SAP license compliance has quietly become a high-stakes enterprise risk. As SAP shifts customers toward its cloud offerings (like RISE with SAP), the company is increasingly using audits and compliance enforcement as a revenue engine.

These audits are not random check-ins. They are often timed strategically around contract renewals, expansions, or migrations when SAP has maximum leverage.

The result? Organizations caught off guard by an audit can face massive unbudgeted costs, legal disputes, and operational disruption.

Senior executives should treat SAP license compliance as a serious financial control issue, not just a technical formality.

Non-compliance isn’t a minor paperwork mistake – it can unleash multi-million-euro penalties, erode negotiation leverage, and even become a public legal battle.

In an era of tight IT budgets and fragile reputations, ensuring SAP compliance year-round is as critical as managing cybersecurity or financial audits.

Audit Penalties – How SAP Calculates Non-Compliance Costs

SAP’s audit penalties are designed to sting. When an audit finds unlicensed usage, SAP will charge the full list price for every unlicensed user or product – no discounts, no mercy.

On top of that, SAP typically adds retroactive maintenance fees of around 22% per year, often backdated 2–4 years to cover the period of unlicensed use.

In extreme cases, SAP may tack on interest or a penalty uplift for the late discovery of compliance issues. A small license gap can quickly snowball into a seven-figure invoice under this formula.

Example: A global manufacturer faced a €3.8 million penalty after an audit uncovered indirect SAP access via a third-party portal. SAP billed the full list price for each unlicensed connection and added two years of backdated maintenance fees, creating a shocking true-up demand.

Mitigation:

  • Run internal license audits (using SAP’s USMM and LAW tools) at least twice per year to catch issues early.
  • Review all third-party systems and interfaces for indirect access to SAP data – ensure they are properly licensed or technically restricted.
  • Maintain a detailed inventory of your SAP entitlements and actual usage metrics to spot any activity beyond what you purchased.

Checklist:

  • Identify all systems (portals, apps, interfaces) connected to SAP.
  • Validate that each user’s activity matches their assigned license type.
  • Reconcile internal usage logs with contract entitlements to detect any overuse before SAP does.

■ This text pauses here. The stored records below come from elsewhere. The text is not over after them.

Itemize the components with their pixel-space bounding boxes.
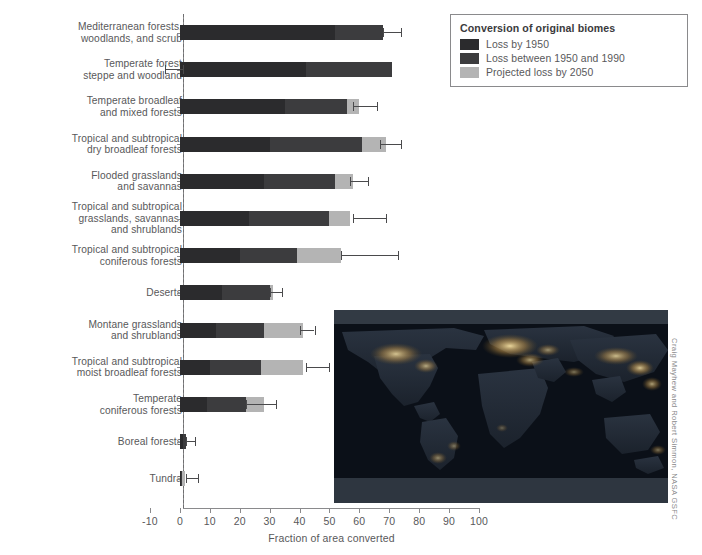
error-bar-cap <box>398 251 399 260</box>
legend-label-projected-2050: Projected loss by 2050 <box>486 67 593 78</box>
bar-segment <box>180 360 210 375</box>
chart-legend: Conversion of original biomes Loss by 19… <box>450 14 688 87</box>
stacked-bar <box>0 99 702 114</box>
x-tick <box>389 508 390 513</box>
error-bar-cap <box>380 140 381 149</box>
error-bar <box>306 367 330 368</box>
bar-segment <box>297 248 342 263</box>
error-bar-cap <box>270 288 271 297</box>
image-credit: Craig Mayhew and Robert Simmon, NASA GSF… <box>670 338 679 520</box>
bar-segment <box>180 248 240 263</box>
bar-segment <box>222 285 270 300</box>
error-bar <box>246 404 276 405</box>
stacked-bar <box>0 211 702 226</box>
error-bar-cap <box>350 177 351 186</box>
world-map-graphic <box>334 310 668 503</box>
error-bar-cap <box>383 28 384 37</box>
error-bar-cap <box>186 437 187 446</box>
x-tick-label: 100 <box>459 515 499 527</box>
x-tick <box>270 508 271 513</box>
error-bar-cap <box>401 28 402 37</box>
legend-swatch-loss-1950-1990 <box>460 53 479 64</box>
chart-row: Tropical and subtropicalgrasslands, sava… <box>0 211 702 226</box>
error-bar-cap <box>165 65 166 74</box>
bar-segment <box>180 62 306 77</box>
chart-row: Tropical and subtropicaldry broadleaf fo… <box>0 137 702 152</box>
error-bar-cap <box>341 251 342 260</box>
legend-item-projected-2050: Projected loss by 2050 <box>460 67 678 78</box>
error-bar <box>353 218 386 219</box>
error-bar <box>165 69 183 70</box>
error-bar <box>186 441 195 442</box>
bar-segment <box>306 62 393 77</box>
x-tick <box>180 508 181 513</box>
x-tick <box>329 508 330 513</box>
error-bar <box>350 181 368 182</box>
legend-swatch-projected-2050 <box>460 67 479 78</box>
legend-swatch-loss-1950 <box>460 39 479 50</box>
legend-label-loss-1950: Loss by 1950 <box>486 39 549 50</box>
error-bar-cap <box>183 65 184 74</box>
x-tick <box>479 508 480 513</box>
error-bar <box>353 106 377 107</box>
bar-segment <box>216 323 264 338</box>
bar-segment <box>182 471 185 486</box>
error-bar-cap <box>386 214 387 223</box>
error-bar-cap <box>198 474 199 483</box>
error-bar-cap <box>315 326 316 335</box>
x-axis-line <box>183 508 480 509</box>
bar-segment <box>180 323 216 338</box>
bar-segment <box>264 323 303 338</box>
category-label-line: and shrublands <box>0 224 182 236</box>
x-tick <box>240 508 241 513</box>
bar-segment <box>329 211 350 226</box>
earth-at-night-inset-map <box>334 310 668 503</box>
bar-segment <box>180 137 270 152</box>
error-bar <box>383 32 401 33</box>
x-axis-title: Fraction of area converted <box>183 532 480 544</box>
stacked-bar <box>0 285 702 300</box>
error-bar-cap <box>282 288 283 297</box>
chart-row: Deserts <box>0 285 702 300</box>
error-bar <box>300 330 315 331</box>
x-tick <box>210 508 211 513</box>
legend-item-loss-1950-1990: Loss between 1950 and 1990 <box>460 53 678 64</box>
x-tick <box>419 508 420 513</box>
error-bar <box>270 292 282 293</box>
chart-row: Temperate broadleafand mixed forests <box>0 99 702 114</box>
error-bar-cap <box>246 400 247 409</box>
error-bar <box>186 478 198 479</box>
bar-segment <box>210 360 261 375</box>
chart-row: Flooded grasslandsand savannas <box>0 174 702 189</box>
stacked-bar <box>0 137 702 152</box>
error-bar <box>341 255 398 256</box>
error-bar <box>380 144 401 145</box>
bar-segment <box>180 285 222 300</box>
bar-segment <box>285 99 348 114</box>
bar-segment <box>261 360 303 375</box>
x-tick <box>359 508 360 513</box>
error-bar-cap <box>195 437 196 446</box>
bar-segment <box>180 99 285 114</box>
error-bar-cap <box>186 474 187 483</box>
legend-item-loss-1950: Loss by 1950 <box>460 39 678 50</box>
bar-segment <box>249 211 330 226</box>
bar-segment <box>335 25 383 40</box>
error-bar-cap <box>353 214 354 223</box>
legend-label-loss-1950-1990: Loss between 1950 and 1990 <box>486 53 625 64</box>
bar-segment <box>180 397 207 412</box>
bar-segment <box>270 137 363 152</box>
bar-segment <box>264 174 336 189</box>
chart-row: Tropical and subtropicalconiferous fores… <box>0 248 702 263</box>
error-bar-cap <box>300 326 301 335</box>
bar-segment <box>180 211 249 226</box>
biome-conversion-chart: -100102030405060708090100 Fraction of ar… <box>0 0 702 555</box>
bar-segment <box>180 174 264 189</box>
error-bar-cap <box>306 363 307 372</box>
error-bar-cap <box>401 140 402 149</box>
bar-segment <box>180 25 336 40</box>
error-bar-cap <box>377 102 378 111</box>
x-tick <box>300 508 301 513</box>
error-bar-cap <box>329 363 330 372</box>
error-bar-cap <box>276 400 277 409</box>
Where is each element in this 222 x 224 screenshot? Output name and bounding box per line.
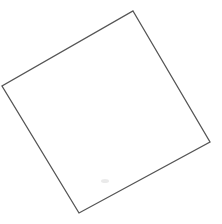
faint-smudge-artifact	[101, 179, 109, 183]
shape-canvas-svg	[0, 0, 222, 224]
drawing-canvas	[0, 0, 222, 224]
canvas-background	[0, 0, 222, 224]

Unbudgeted Costs – How Audit Findings Disrupt IT and Finance

Unplanned SAP audit findings tend to strike at the worst times – often right before a renewal or during annual budget planning. A single audit can suddenly expose multi-million-euro compliance gaps, leaving CIOs and CFOs scrambling to cover an unbudgeted bill.

With minimal leverage to negotiate, companies often must immediately purchase licenses to “correct” the shortfall, diverting funds from other priorities. Major IT projects may be frozen or canceled as their budgets get reallocated to pay the true-up.

Example: A financial services firm discovered €1.2 million in unlicensed SAP engine usage during an audit. SAP refused to renew the company’s contracts until those licenses were bought on the spot, forcing the firm to pull from other project budgets to stay operational.

Mitigation:

  • Build a compliance risk reserve into the IT budget each year – a safety net for unexpected true-up costs.
  • Conduct periodic “shadow audits” with internal teams or third-party experts to identify compliance issues on your terms, not SAP’s.
  • Retire or clean up unused SAP systems and user accounts before audits; a smaller footprint lowers risk.

Checklist:

  • Add an audit contingency line in the IT budget.
  • Perform quarterly license vs. usage reconciliations to catch overuse early.
  • Monitor usage against contract limits and act before thresholds are breached.

Legal Exposure – When SAP Takes Customers to Court

Most SAP compliance disputes end in negotiations, but not all.

In rare cases, SAP has taken customers to court over license violations.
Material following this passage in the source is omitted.